SCH: A Sensing Platform Monitoring Interactions with Daily Objects to Assess Real-World Motor Performance in Stroke Survivors - Stroke is the leading cause of disability in adults worldwide. Upper-limb paresis is the most common
impairment post-stroke. The ultimate goal of stroke rehabilitation is to improve patients’ motor
performance in their home and community settings (i.e., what patients actually do). However, current
clinical standards to monitor patients’ recovery process are limited to assessing patients’ motor capacity
observed in the clinic (i.e., what patients are capable of doing). Wrist-worn accelerometers have been
considered as a potential solution but criticized for providing a limited view of upper-limb performance.
Therefor, the research and clinical communities have emphasized the need for a technological solution to
support a more comprehensive understanding of stroke survivors’ motor performance.
In this work, we propose to develop a novel multi-modal sensing platform to monitor important elements of
upper-limb motor performance: the amount, type, and quality of movements. To that end, we introduce a
new kind of sensing technology, namely Body Channel Identification (BCID), that can accurately and
reliably track human interactions with the environment and, thus, human behaviors. In our setting,
everyday objects are instrumented with small, inexpensive, batteryless BCID tags that can be powered by
and communicate with wrist-worn devices (so-called readers) by exploiting the human body as the signal
transfer channel during tactile interactions. The system provides multi-modal data, including the object ID,
binary time-series of interaction patterns (contact vs. no contact), kinetic data from an optional pressure
sensor embedded in the tag, and kinematic data from the inertial measurement unit on the wrist-worn
readers. Leveraging data obtained from 50 stroke survivors and ten healthy subjects, we propose to
develop a unique set of machine learning algorithms to process these data to taxonomically identify
important types of upper-limb movements relevant to stroke rehabilitation, which are further processed to
assess the quality and amount of movements performed. Finally, we investigate the relationship between
the motor capacity observed in the clinic vs. motor performance outside the clinic, a topic that has been
deemed critical in stroke rehabilitation but infeasible due to technical limitations. We believe the proposed
research will lay the technological groundwork to open up new research and clinical opportunities, leading
to key scientific discoveries to transform current practices of stroke rehabilitation.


Once the data has been read, print it back in full, exactly.

Collection entries

═══

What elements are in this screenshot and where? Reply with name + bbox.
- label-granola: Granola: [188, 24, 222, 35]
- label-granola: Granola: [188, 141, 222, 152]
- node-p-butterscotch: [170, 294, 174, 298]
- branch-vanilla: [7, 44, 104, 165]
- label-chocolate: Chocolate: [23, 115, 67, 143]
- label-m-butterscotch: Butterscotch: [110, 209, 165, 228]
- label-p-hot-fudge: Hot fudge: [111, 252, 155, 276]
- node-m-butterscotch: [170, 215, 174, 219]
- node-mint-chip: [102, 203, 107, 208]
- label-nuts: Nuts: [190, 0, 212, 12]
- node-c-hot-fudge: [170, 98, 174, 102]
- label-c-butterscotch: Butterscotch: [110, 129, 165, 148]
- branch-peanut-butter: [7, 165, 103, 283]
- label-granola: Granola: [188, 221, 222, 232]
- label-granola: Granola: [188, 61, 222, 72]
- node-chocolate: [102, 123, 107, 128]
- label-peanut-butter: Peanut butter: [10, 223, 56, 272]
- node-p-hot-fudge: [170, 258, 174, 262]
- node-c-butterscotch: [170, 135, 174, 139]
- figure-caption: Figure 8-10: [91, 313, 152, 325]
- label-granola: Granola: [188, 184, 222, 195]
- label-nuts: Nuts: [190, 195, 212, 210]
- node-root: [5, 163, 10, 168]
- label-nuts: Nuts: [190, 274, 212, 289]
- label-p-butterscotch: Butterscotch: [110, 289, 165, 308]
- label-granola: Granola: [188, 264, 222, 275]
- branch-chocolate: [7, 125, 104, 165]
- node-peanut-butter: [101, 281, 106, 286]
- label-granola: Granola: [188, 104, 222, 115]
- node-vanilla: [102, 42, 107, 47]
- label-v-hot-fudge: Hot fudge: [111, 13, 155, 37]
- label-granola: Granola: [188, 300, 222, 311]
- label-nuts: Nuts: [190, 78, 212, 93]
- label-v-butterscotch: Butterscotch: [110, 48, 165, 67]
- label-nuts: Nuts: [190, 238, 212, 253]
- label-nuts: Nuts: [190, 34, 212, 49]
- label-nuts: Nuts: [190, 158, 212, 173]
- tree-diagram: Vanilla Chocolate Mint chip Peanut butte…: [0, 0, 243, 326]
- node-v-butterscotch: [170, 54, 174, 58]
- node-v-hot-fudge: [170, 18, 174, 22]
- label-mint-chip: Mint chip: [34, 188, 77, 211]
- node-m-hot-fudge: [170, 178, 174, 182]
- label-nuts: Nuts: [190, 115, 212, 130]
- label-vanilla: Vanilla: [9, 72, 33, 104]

═══

> [Result below]
What elements are in this screenshot and where? Reply with name + bbox.
- label-granola: Granola: [188, 24, 222, 35]
- label-granola: Granola: [188, 141, 222, 152]
- node-p-butterscotch: [170, 294, 174, 298]
- branch-vanilla: [7, 44, 104, 165]
- label-chocolate: Chocolate: [23, 115, 67, 143]
- label-m-butterscotch: Butterscotch: [110, 209, 165, 228]
- label-p-hot-fudge: Hot fudge: [111, 252, 155, 276]
- node-m-butterscotch: [170, 215, 174, 219]
- node-mint-chip: [102, 203, 107, 208]
- label-nuts: Nuts: [190, 0, 212, 12]
- node-c-hot-fudge: [170, 98, 174, 102]
- label-c-butterscotch: Butterscotch: [110, 129, 165, 148]
- branch-peanut-butter: [7, 165, 103, 283]
- label-granola: Granola: [188, 221, 222, 232]
- label-granola: Granola: [188, 61, 222, 72]
- node-chocolate: [102, 123, 107, 128]
- label-peanut-butter: Peanut butter: [10, 223, 56, 272]
- node-p-hot-fudge: [170, 258, 174, 262]
- node-c-butterscotch: [170, 135, 174, 139]
- figure-caption: Figure 8-10: [91, 313, 152, 325]
- label-granola: Granola: [188, 184, 222, 195]
- label-nuts: Nuts: [190, 195, 212, 210]
- node-root: [5, 163, 10, 168]
- label-nuts: Nuts: [190, 274, 212, 289]
- label-p-butterscotch: Butterscotch: [110, 289, 165, 308]
- label-granola: Granola: [188, 264, 222, 275]
- branch-chocolate: [7, 125, 104, 165]
- node-peanut-butter: [101, 281, 106, 286]
- label-granola: Granola: [188, 104, 222, 115]
- node-vanilla: [102, 42, 107, 47]
- label-v-hot-fudge: Hot fudge: [111, 13, 155, 37]
- label-granola: Granola: [188, 300, 222, 311]
- label-nuts: Nuts: [190, 78, 212, 93]
- label-v-butterscotch: Butterscotch: [110, 48, 165, 67]
- label-nuts: Nuts: [190, 238, 212, 253]
- label-nuts: Nuts: [190, 34, 212, 49]
- label-nuts: Nuts: [190, 158, 212, 173]
- tree-diagram: Vanilla Chocolate Mint chip Peanut butte…: [0, 0, 243, 326]
- node-v-butterscotch: [170, 54, 174, 58]
- node-v-hot-fudge: [170, 18, 174, 22]
- label-mint-chip: Mint chip: [34, 188, 77, 211]
- node-m-hot-fudge: [170, 178, 174, 182]
- label-nuts: Nuts: [190, 115, 212, 130]
- label-vanilla: Vanilla: [9, 72, 33, 104]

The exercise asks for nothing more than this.